Columbus MEC Energy Conference

Tuesday, February 17th, 2009

It’s one again time for the Columbus MEC Energy Conference. This year it will be taking place on February 24th and 25th. Below is a link to the conference website:

http://www.mecseminars.com/Programs/09AnnualEnergy.html

PUCO offers compromise on FirstEnergy rate plan

Wednesday, February 4th, 2009



Posted by John Funk/Plain Dealer Reporter February 03, 2009 12:05PM

Categories: Energy, Real Time News

http://blog.cleveland.com/business/2009/02/large_firstenergy.jpgPlain Dealer File

Updated at 4:54 p.m.

FirstEnergy Corp. would get its way — sort of — if the Public Utilities Commission of Ohio adopts a compromise proposal unveiled Tuesday to use wholesale power market prices as the starting point to negotiate retail rates.

The proposal, written by staff of the Public Utilities Commission of Ohio, would have the commission use an auction to determine what wholesale power prices would be from June 1 this year through May 2011.

But the resulting retail prices probably would not soar as they have in other deregulated states when auctions were used, because in this arrangement the PUCO would still set the final retail price — after a lot of arm wrestling with the company and interested parties.

The adversaries would include not only the utility but also a number of other groups, such as those representing industrial customers, consumer advocates led by the Ohio Consumers’ Counsel and even attorneys representing some of FirstEnergy’s potential competitors.

The commission sent an outline of the plan to the utility and all of its critics late Monday and set a closed-door meeting Thursday to begin discussion.

The PUCO and FirstEnergy have been at loggerheads for months. The commission’s in November rejected FirstEnergy’s plan to use wholesale markets, and the company in December rejected the agency’s granting regulated and slimmed-down rate increases.

The wrangling grows out of Ohio’s new “hybrid” utility law, which could not quite undo Ohio’s decade-long path toward rate deregulation but still managed to keep some aspects of traditional regulation in place.

The new staff proposal includes:

• An auction run by an independent company to determine a wholesale price that FirstEnergy would have to live with for the next two years — a somewhat risky prospect since the recession has softened wholesale power prices.

• FirstEnergy Solutions, an unregulated subsidiary that now owns all of the company’s power plants, would be allowed to bid without limitations — meaning in theory that it could end up supplying all of the power, which is anathema to consumer groups.

• The new retail generation rates would not include any extra charges for customers who want to buy electricity from outside companies.

• The elimination of these charges could lessen FirstEnergy’s competitive advantage and open the door for consumers and industrial customers to buy from independent power companies.

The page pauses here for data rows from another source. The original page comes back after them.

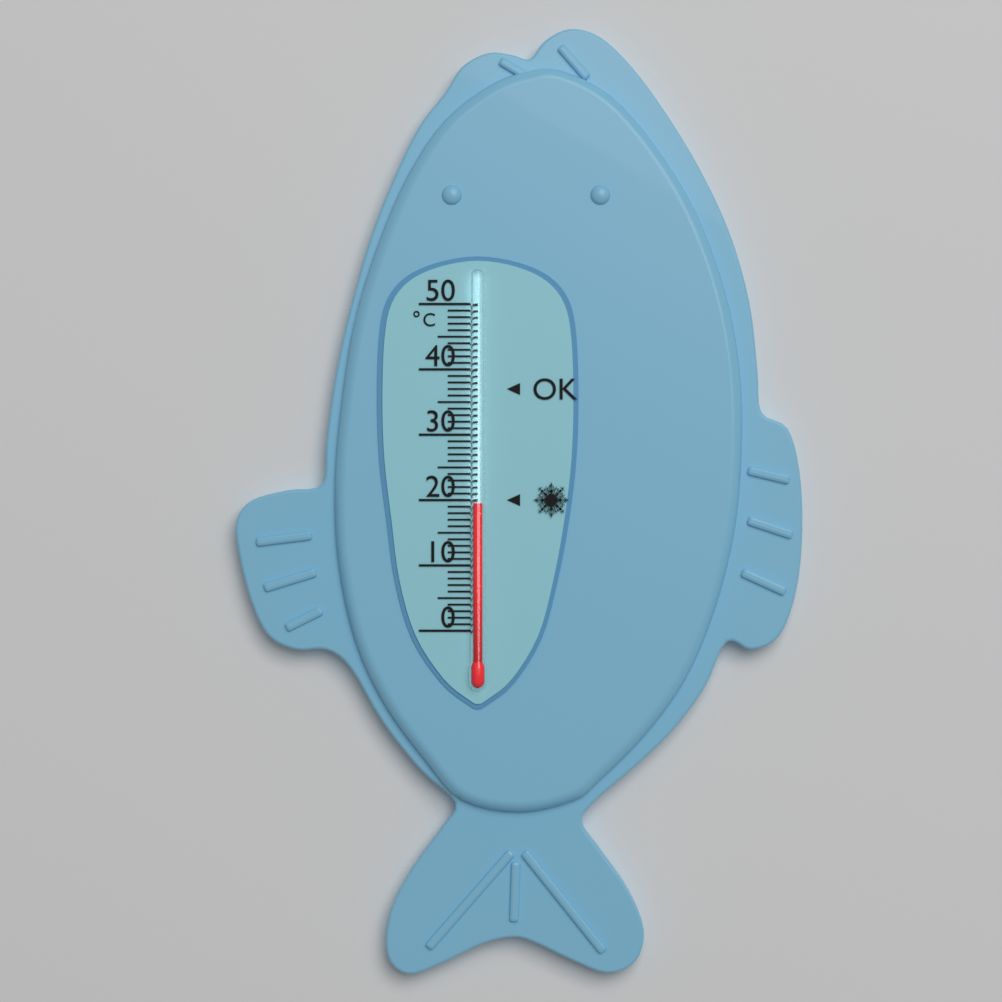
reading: 19.5 °C
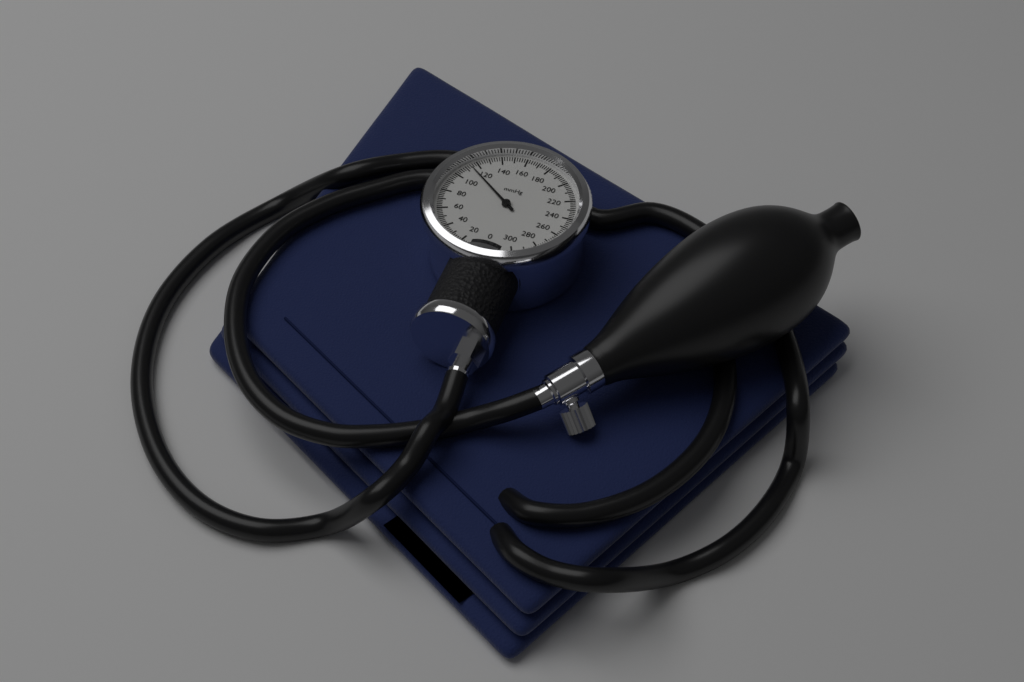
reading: 114 mmHg
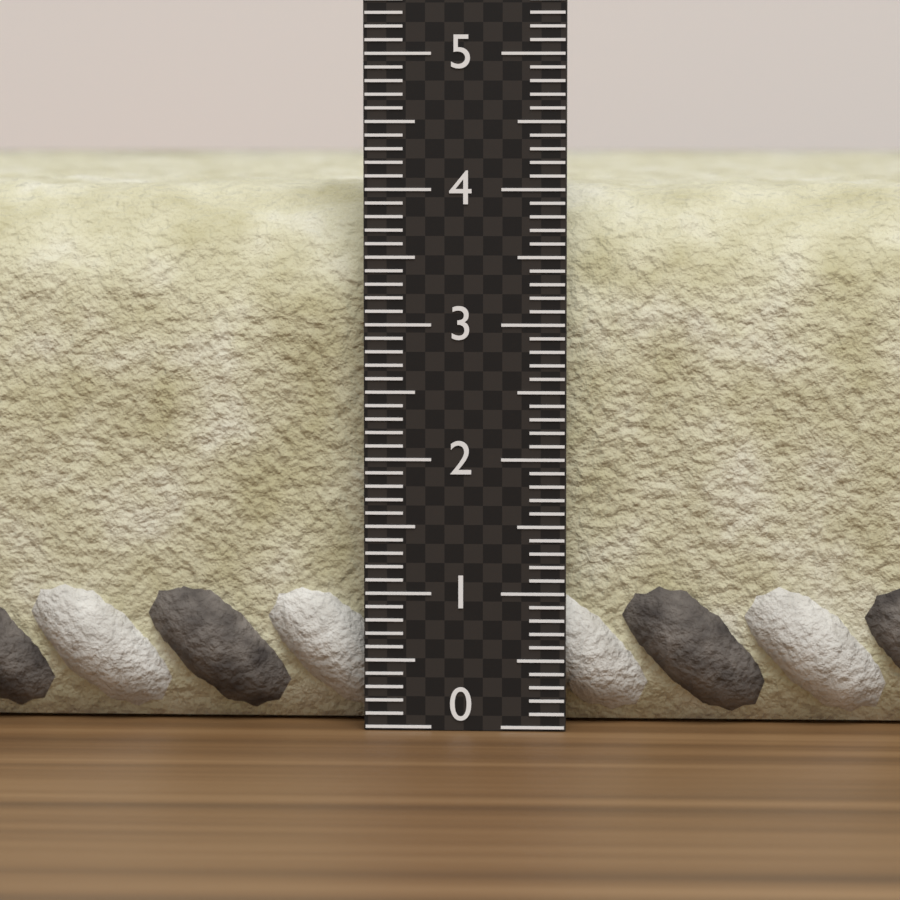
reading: 4.1 (no unit)
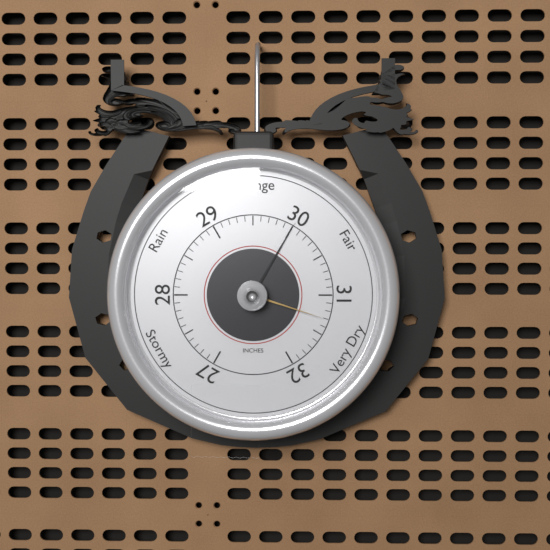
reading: 30.0 inHg
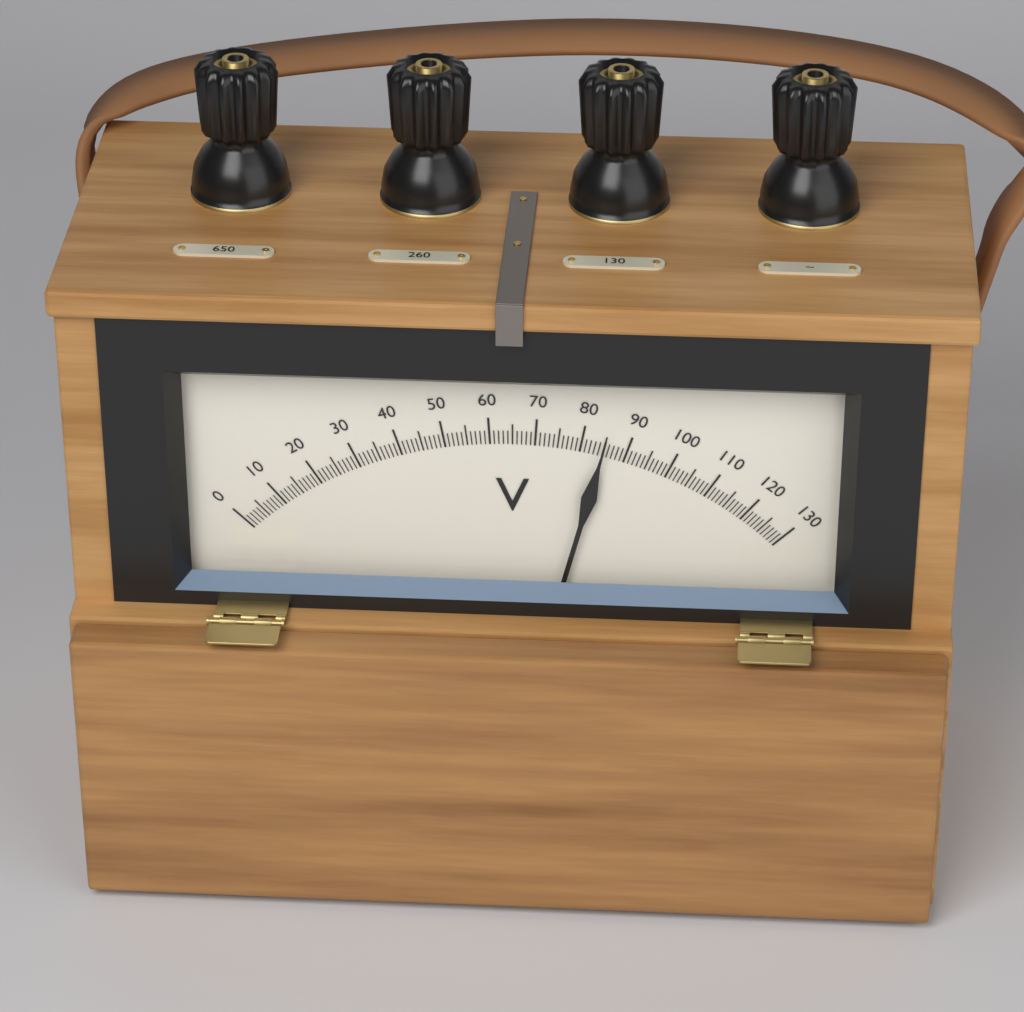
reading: 85 V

• The Northeast Ohio Public Energy Council, or NOPEC, representing residential and small commercial customers in over 100 communities, announced months ago it had negotiated a pending deal with Florida-based FPL Energy.

Other points in the staff proposal include:

• There would be no changes in base distribution rates until Dec. 31, 2011. Various rate “riders” to pay for past fuel increases or past upgrades of the distribution system would be deferred, with interest, until 2011.

• A new rider of $0.002 per kilowatt-hour for current and future upgrades to the distribution system would run from April 1 of this year through Dec. 31, 2011.

• FirstEnergy would write off 50 percent, about $215 million, of the charges it intended to levy on Illuminating Co. customers to recover spending the PUCO allowed in past years before deregulation began. Critics have bitterly complained that many of the previous expenditures were long ago paid for and the charges should have been dropped.

• Schools would receive a discount of nearly 9 percent.

• Industrial rates would have a ceiling tied to the auction price.